The U.S.and its Western allies need to put an end to this:
On the shipping label, the Chinese drones were billed as heavy-duty cropdusters, the kind used by orchards and big farms. But the identity of the buyer — a Russian company that purchased a truckload of the aircraft in early May at nearly $14,000 each — hinted at other possible uses.
The drones’ potential military value, ironically, had been noted by Russia’s government, which last year seized four aircraft of the same model in eastern Ukraine and claimed that Kyiv was planning to use them for chemical warfare. The sturdy all-weather quadcopters are built to carry payloads of nearly 70 pounds and are designed to glide at treetop level trailing a fog of liquid chemicals.
Whatever their intended use, the drones were on the final leg of a trek across Central Asia when they were intercepted by customs officers near the border between Kazakhstan and Kyrgyzstan. To U.S. officials recounting the events weeks later, the episode was unusual: More often than not, they said, such goods pass into Russia uninterrupted.
The seizure of the drones was hailed as a rare victory in a whack-a-mole effort to halt the flow of banned hardware and electronics pouring into Russia in support of its war effort in Ukraine. Blocked from procuring military goods from Western countries, Moscow has increasingly looked for help from the former Soviet states of Central Asia, some of which are historically and financially bound to Russia but also trade extensively with Europe and China.
Biden administration officials say they are particularly concerned about the role played by Kyrgyzstan, the country from which the drone shipment originated. The mountainous, landlocked country of 6.7 million people was once the southern frontier of the Soviet empire, and it is now home to numerous businesses that have become a conduit for Western and Asian goods that Russia can’t legally obtain elsewhere, officials said in interviews.
And we are:
After months of fruitless visits to the Kyrgyz capital of Bishkek by a stream of U.S. and European diplomats, the Biden administration is preparing new economic measures to pressure the country to halt the trade, according to two U.S. officials familiar with the plans. The actions, which in the past have included sanctions or a “blacklisting” of companies accused of violations, could come as early as this week, said the officials, who spoke on the condition of anonymity to discuss diplomatically sensitive deliberations.
“Kyrgyzstan, while small relative to other countries, is a clear example of every factor at play at once to create an unacceptably [sanctions] evasion-friendly environment,” the senior official said...
Former USSR republics bordering on Russia are in a difficult position, lacking the political and economic will to confront their aggressive neighbor. Russia considers them essentially vassal states, perhaps someday to be reconstituted into a Greater Russia just as Putin wanted to happen with Ukraine. But some are doing a better job of enforcing sanctions than Kyrgyzstan, and maximum pressure needs to be applied at this crucial phase of Putin's criminal war in Ukraine. Allowing him to resupply deadly military equipment and components through a black market bazaar in Kyrgyzstan is unacceptable.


### What is being asked
Retype the lines of the listing below exactly, but only those from the one containing "Where is *clothing*?" through the last line; pictures stay out.

### Data for analysis
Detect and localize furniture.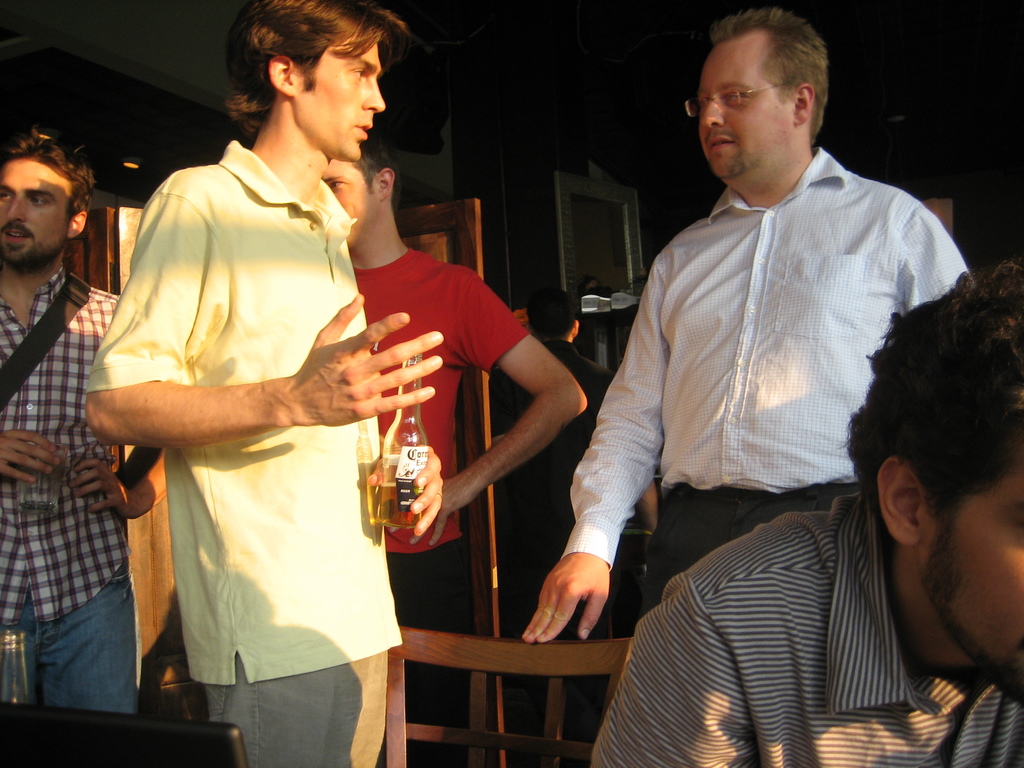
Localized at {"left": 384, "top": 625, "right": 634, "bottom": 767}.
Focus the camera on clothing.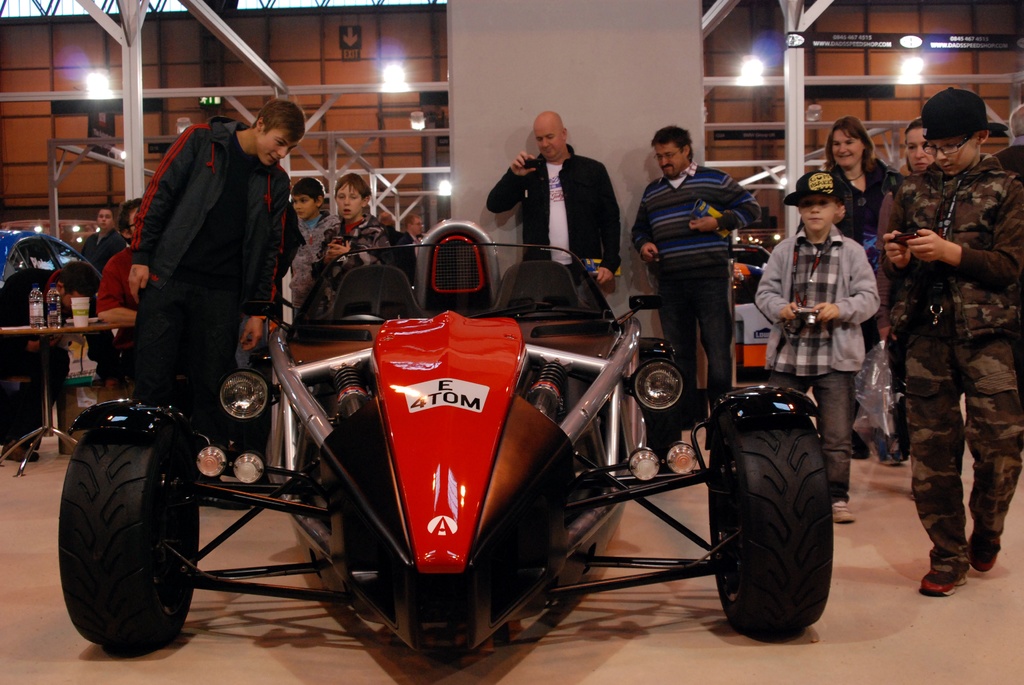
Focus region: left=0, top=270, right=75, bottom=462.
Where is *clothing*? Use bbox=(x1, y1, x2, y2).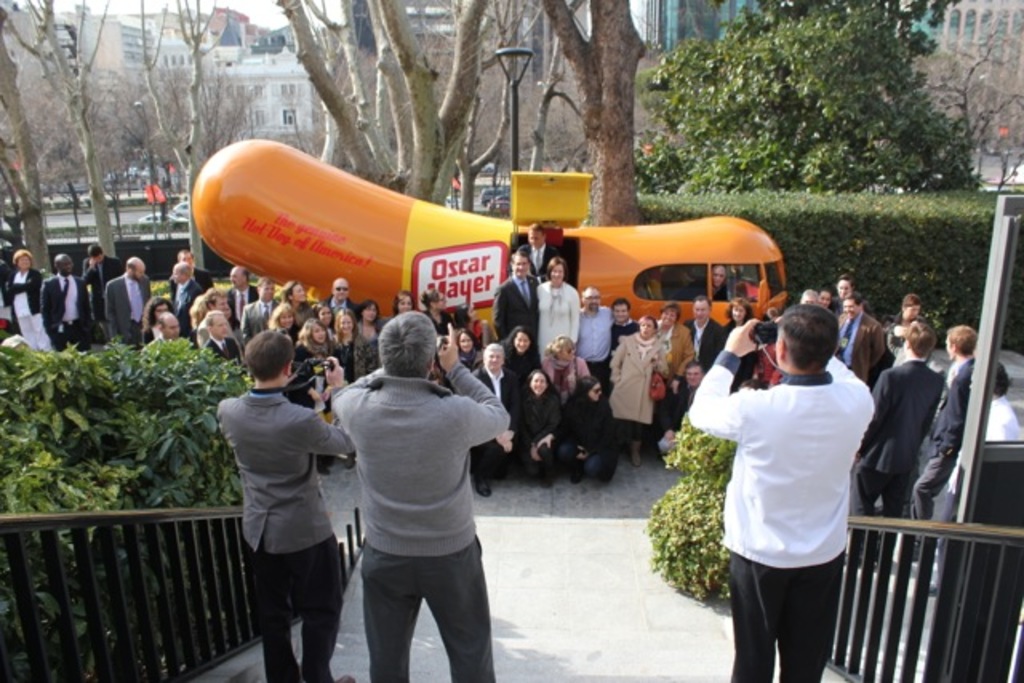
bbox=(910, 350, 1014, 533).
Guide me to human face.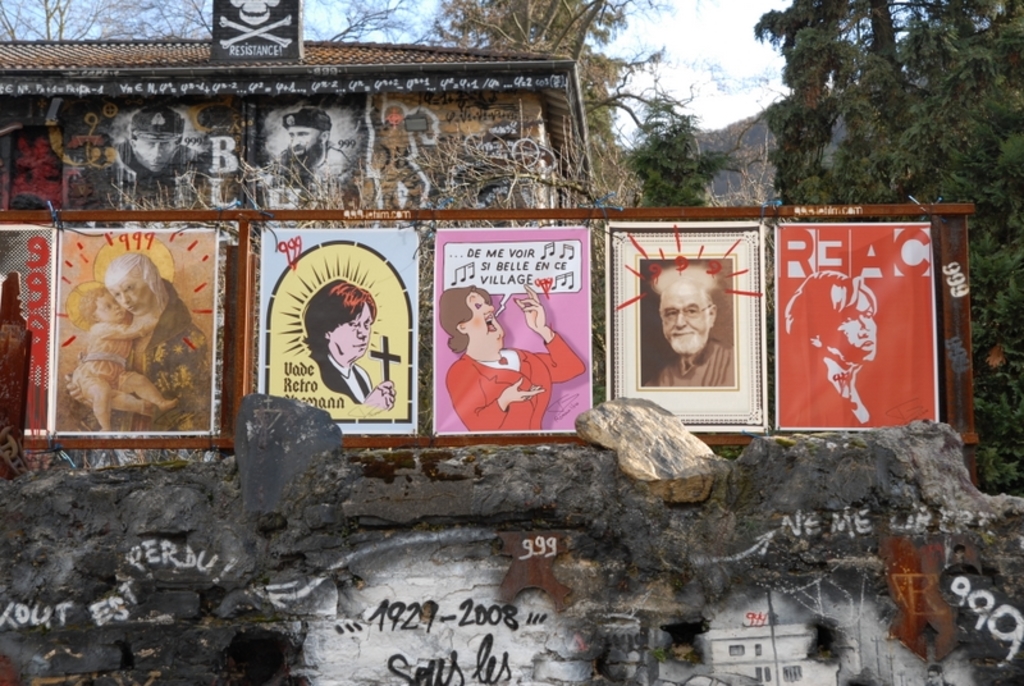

### Answer
Where is *clothing*? Use bbox=(x1, y1, x2, y2).
bbox=(910, 350, 1014, 533).
Guide me to human face.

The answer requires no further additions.